Environmental campaigners are angry over the ‘industrial scale’ felling of trees in a highly protected area – because the owner says they could poison her horses. Seven sycamores in a field that borders Havant Road, Emsworth, are to be removed because the person who leases the field says their seeds are toxic.
Two of the trees in the row are protected under tree preservation orders but, despite this, the horse owner chopped one down and was halfway through cutting down the second one when she was stopped by Havant Borough Council.
She was issued with a caution and then told to submit a planning application before she removed the rest of the protected tree – which the council had to grant because the tree was no longer ‘sustainable’.
Because the other five trees are not protected they can be felled.
In a statement Chichester Harbour Conservancy, which looks after the Area of Outstanding Natural Beauty, said it was ‘unconvinced’ by the justification for felling and was against the move.
Ray Cobbett, the Hampshire co-ordinator of Friends of the Earth, said: ‘Felling on an almost industrial scale as is proposed and for the reasons given makes a mockery of tree protection measures. It sends out entirely the wrong message to others who may be contemplating similar applications.’
Frances Jannaway, the voluntary tree warden co-ordinator for Havant, said the loss of trees would affect the look of the street.
She added: ‘It is a shame that we’re going to lose them.
‘I understand horse owners are worried about the toxicity of sycamores but they also have a responsibility to make sure their horses have enough food at certain times of the year and they don’t put too many horses in fields now it’s known about this toxicity to horses.
‘It’s an easy option to cut the trees down.
‘Last year was a very big harvest for sycamore trees but horses only eat the keys if they have nothing else to eat.
‘A lot of people don’t like sycamores but they are essential for interaction with the natural world.’
Neighbours in the surrounding roads also opposed the application, saying the prevailing south-west wind blew most of the seeds away from the field, not on to it.
The protected trees must be replaced with an oak tree.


(Task goal): An identical copy of every entry below is the required output.
>>>>
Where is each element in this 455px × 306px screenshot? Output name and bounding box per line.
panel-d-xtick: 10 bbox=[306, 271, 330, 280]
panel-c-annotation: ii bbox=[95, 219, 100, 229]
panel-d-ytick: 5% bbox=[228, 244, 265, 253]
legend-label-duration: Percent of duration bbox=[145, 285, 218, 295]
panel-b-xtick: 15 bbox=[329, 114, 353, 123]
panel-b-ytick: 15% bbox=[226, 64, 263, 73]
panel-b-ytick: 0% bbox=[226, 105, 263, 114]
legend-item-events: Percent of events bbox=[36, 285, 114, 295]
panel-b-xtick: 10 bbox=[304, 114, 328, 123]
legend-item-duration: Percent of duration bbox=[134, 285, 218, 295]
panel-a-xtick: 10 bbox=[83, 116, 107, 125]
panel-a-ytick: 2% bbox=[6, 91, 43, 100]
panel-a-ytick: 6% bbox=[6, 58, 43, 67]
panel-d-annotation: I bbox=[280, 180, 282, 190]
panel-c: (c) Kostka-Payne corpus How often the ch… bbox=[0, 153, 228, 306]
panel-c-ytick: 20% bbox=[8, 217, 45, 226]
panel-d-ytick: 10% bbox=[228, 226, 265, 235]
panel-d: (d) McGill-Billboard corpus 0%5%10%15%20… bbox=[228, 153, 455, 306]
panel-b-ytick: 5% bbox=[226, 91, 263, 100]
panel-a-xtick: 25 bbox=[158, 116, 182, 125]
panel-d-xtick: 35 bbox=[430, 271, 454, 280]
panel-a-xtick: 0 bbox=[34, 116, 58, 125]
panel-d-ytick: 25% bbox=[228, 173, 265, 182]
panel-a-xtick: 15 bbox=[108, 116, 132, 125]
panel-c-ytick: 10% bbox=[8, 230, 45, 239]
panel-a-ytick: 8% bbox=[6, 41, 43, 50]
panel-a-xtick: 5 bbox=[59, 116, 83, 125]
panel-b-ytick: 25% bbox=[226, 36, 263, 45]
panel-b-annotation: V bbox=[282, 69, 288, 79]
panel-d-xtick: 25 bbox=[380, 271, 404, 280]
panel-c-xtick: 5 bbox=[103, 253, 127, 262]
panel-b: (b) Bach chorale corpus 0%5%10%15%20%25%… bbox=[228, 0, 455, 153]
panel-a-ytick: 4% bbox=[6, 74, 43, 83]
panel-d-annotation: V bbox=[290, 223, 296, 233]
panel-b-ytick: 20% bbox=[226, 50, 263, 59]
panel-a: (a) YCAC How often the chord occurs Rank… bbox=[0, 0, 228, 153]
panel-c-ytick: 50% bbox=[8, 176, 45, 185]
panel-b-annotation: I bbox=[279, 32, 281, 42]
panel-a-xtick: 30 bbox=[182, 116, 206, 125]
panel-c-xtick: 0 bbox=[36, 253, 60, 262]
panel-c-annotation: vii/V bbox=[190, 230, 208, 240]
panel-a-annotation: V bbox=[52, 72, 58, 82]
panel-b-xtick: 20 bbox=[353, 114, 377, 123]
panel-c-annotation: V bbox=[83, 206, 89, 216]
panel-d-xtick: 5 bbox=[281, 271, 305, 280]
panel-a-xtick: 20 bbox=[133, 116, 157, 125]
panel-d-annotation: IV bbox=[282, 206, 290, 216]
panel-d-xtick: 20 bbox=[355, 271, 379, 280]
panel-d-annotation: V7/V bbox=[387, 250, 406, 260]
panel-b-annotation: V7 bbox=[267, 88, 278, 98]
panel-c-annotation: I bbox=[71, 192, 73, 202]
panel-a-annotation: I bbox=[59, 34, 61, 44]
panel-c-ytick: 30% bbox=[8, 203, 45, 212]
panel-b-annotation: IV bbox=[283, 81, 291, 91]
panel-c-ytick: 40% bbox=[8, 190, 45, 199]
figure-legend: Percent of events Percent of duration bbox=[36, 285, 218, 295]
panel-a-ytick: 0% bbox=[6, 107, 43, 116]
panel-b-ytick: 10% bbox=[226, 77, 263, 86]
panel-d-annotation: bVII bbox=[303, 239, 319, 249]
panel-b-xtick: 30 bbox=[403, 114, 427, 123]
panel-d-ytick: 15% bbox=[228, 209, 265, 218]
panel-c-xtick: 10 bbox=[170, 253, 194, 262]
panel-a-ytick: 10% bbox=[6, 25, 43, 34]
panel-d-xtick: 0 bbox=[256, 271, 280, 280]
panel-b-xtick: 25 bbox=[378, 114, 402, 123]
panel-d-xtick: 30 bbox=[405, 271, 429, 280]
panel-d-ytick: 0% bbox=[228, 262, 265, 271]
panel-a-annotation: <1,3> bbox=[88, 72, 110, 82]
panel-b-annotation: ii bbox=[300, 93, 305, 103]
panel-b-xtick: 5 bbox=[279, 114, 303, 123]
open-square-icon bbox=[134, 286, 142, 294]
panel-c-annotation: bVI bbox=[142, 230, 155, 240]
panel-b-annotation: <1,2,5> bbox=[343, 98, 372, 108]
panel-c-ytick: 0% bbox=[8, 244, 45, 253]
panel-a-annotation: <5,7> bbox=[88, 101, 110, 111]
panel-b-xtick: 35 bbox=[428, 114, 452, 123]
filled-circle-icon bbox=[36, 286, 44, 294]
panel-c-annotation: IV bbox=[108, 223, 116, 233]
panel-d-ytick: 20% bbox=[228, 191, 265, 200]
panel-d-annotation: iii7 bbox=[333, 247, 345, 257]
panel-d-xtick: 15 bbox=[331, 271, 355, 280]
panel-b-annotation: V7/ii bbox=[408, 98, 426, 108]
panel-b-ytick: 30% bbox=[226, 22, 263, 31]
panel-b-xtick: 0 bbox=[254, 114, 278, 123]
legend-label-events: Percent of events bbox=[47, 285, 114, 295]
<<<<
(Solution to the problem):
Where is each element in this 455px × 306px screenshot? Output name and bounding box per line.
panel-d-xtick: 10 bbox=[306, 271, 330, 280]
panel-c-annotation: ii bbox=[95, 219, 100, 229]
panel-d-ytick: 5% bbox=[228, 244, 265, 253]
legend-label-duration: Percent of duration bbox=[145, 285, 218, 295]
panel-b-xtick: 15 bbox=[329, 114, 353, 123]
panel-b-ytick: 15% bbox=[226, 64, 263, 73]
panel-b-ytick: 0% bbox=[226, 105, 263, 114]
legend-item-events: Percent of events bbox=[36, 285, 114, 295]
panel-b-xtick: 10 bbox=[304, 114, 328, 123]
legend-item-duration: Percent of duration bbox=[134, 285, 218, 295]
panel-a-xtick: 10 bbox=[83, 116, 107, 125]
panel-a-ytick: 2% bbox=[6, 91, 43, 100]
panel-a-ytick: 6% bbox=[6, 58, 43, 67]
panel-d-annotation: I bbox=[280, 180, 282, 190]
panel-c: (c) Kostka-Payne corpus How often the ch… bbox=[0, 153, 228, 306]
panel-c-ytick: 20% bbox=[8, 217, 45, 226]
panel-d-ytick: 10% bbox=[228, 226, 265, 235]
panel-d: (d) McGill-Billboard corpus 0%5%10%15%20… bbox=[228, 153, 455, 306]
panel-b-ytick: 5% bbox=[226, 91, 263, 100]
panel-a-xtick: 25 bbox=[158, 116, 182, 125]
panel-d-xtick: 35 bbox=[430, 271, 454, 280]
panel-a-xtick: 0 bbox=[34, 116, 58, 125]
panel-d-ytick: 25% bbox=[228, 173, 265, 182]
panel-a-xtick: 15 bbox=[108, 116, 132, 125]
panel-c-ytick: 10% bbox=[8, 230, 45, 239]
panel-a-ytick: 8% bbox=[6, 41, 43, 50]
panel-a-xtick: 5 bbox=[59, 116, 83, 125]
panel-b-ytick: 25% bbox=[226, 36, 263, 45]
panel-b-annotation: V bbox=[282, 69, 288, 79]
panel-d-xtick: 25 bbox=[380, 271, 404, 280]
panel-c-xtick: 5 bbox=[103, 253, 127, 262]
panel-b: (b) Bach chorale corpus 0%5%10%15%20%25%… bbox=[228, 0, 455, 153]
panel-a-ytick: 4% bbox=[6, 74, 43, 83]
panel-d-annotation: V bbox=[290, 223, 296, 233]
panel-b-ytick: 20% bbox=[226, 50, 263, 59]
panel-a: (a) YCAC How often the chord occurs Rank… bbox=[0, 0, 228, 153]
panel-c-ytick: 50% bbox=[8, 176, 45, 185]
panel-b-annotation: I bbox=[279, 32, 281, 42]
panel-a-xtick: 30 bbox=[182, 116, 206, 125]
panel-c-xtick: 0 bbox=[36, 253, 60, 262]
panel-c-annotation: vii/V bbox=[190, 230, 208, 240]
panel-a-annotation: V bbox=[52, 72, 58, 82]
panel-b-xtick: 20 bbox=[353, 114, 377, 123]
panel-c-annotation: V bbox=[83, 206, 89, 216]
panel-d-xtick: 5 bbox=[281, 271, 305, 280]
panel-a-xtick: 20 bbox=[133, 116, 157, 125]
panel-d-annotation: IV bbox=[282, 206, 290, 216]
panel-d-xtick: 20 bbox=[355, 271, 379, 280]
panel-d-annotation: V7/V bbox=[387, 250, 406, 260]
panel-b-annotation: V7 bbox=[267, 88, 278, 98]
panel-c-annotation: I bbox=[71, 192, 73, 202]
panel-a-annotation: I bbox=[59, 34, 61, 44]
panel-c-ytick: 30% bbox=[8, 203, 45, 212]
panel-b-annotation: IV bbox=[283, 81, 291, 91]
panel-c-ytick: 40% bbox=[8, 190, 45, 199]
figure-legend: Percent of events Percent of duration bbox=[36, 285, 218, 295]
panel-a-ytick: 0% bbox=[6, 107, 43, 116]
panel-b-ytick: 10% bbox=[226, 77, 263, 86]
panel-d-annotation: bVII bbox=[303, 239, 319, 249]
panel-b-xtick: 30 bbox=[403, 114, 427, 123]
panel-d-ytick: 15% bbox=[228, 209, 265, 218]
panel-c-xtick: 10 bbox=[170, 253, 194, 262]
panel-a-ytick: 10% bbox=[6, 25, 43, 34]
panel-d-xtick: 0 bbox=[256, 271, 280, 280]
panel-b-xtick: 25 bbox=[378, 114, 402, 123]
panel-d-xtick: 30 bbox=[405, 271, 429, 280]
panel-d-ytick: 0% bbox=[228, 262, 265, 271]
panel-a-annotation: <1,3> bbox=[88, 72, 110, 82]
panel-b-annotation: ii bbox=[300, 93, 305, 103]
panel-b-xtick: 5 bbox=[279, 114, 303, 123]
open-square-icon bbox=[134, 286, 142, 294]
panel-c-annotation: bVI bbox=[142, 230, 155, 240]
panel-b-annotation: <1,2,5> bbox=[343, 98, 372, 108]
panel-c-ytick: 0% bbox=[8, 244, 45, 253]
panel-a-annotation: <5,7> bbox=[88, 101, 110, 111]
panel-b-xtick: 35 bbox=[428, 114, 452, 123]
filled-circle-icon bbox=[36, 286, 44, 294]
panel-c-annotation: IV bbox=[108, 223, 116, 233]
panel-d-ytick: 20% bbox=[228, 191, 265, 200]
panel-d-annotation: iii7 bbox=[333, 247, 345, 257]
panel-d-xtick: 15 bbox=[331, 271, 355, 280]
panel-b-annotation: V7/ii bbox=[408, 98, 426, 108]
panel-b-ytick: 30% bbox=[226, 22, 263, 31]
panel-b-xtick: 0 bbox=[254, 114, 278, 123]
legend-label-events: Percent of events bbox=[47, 285, 114, 295]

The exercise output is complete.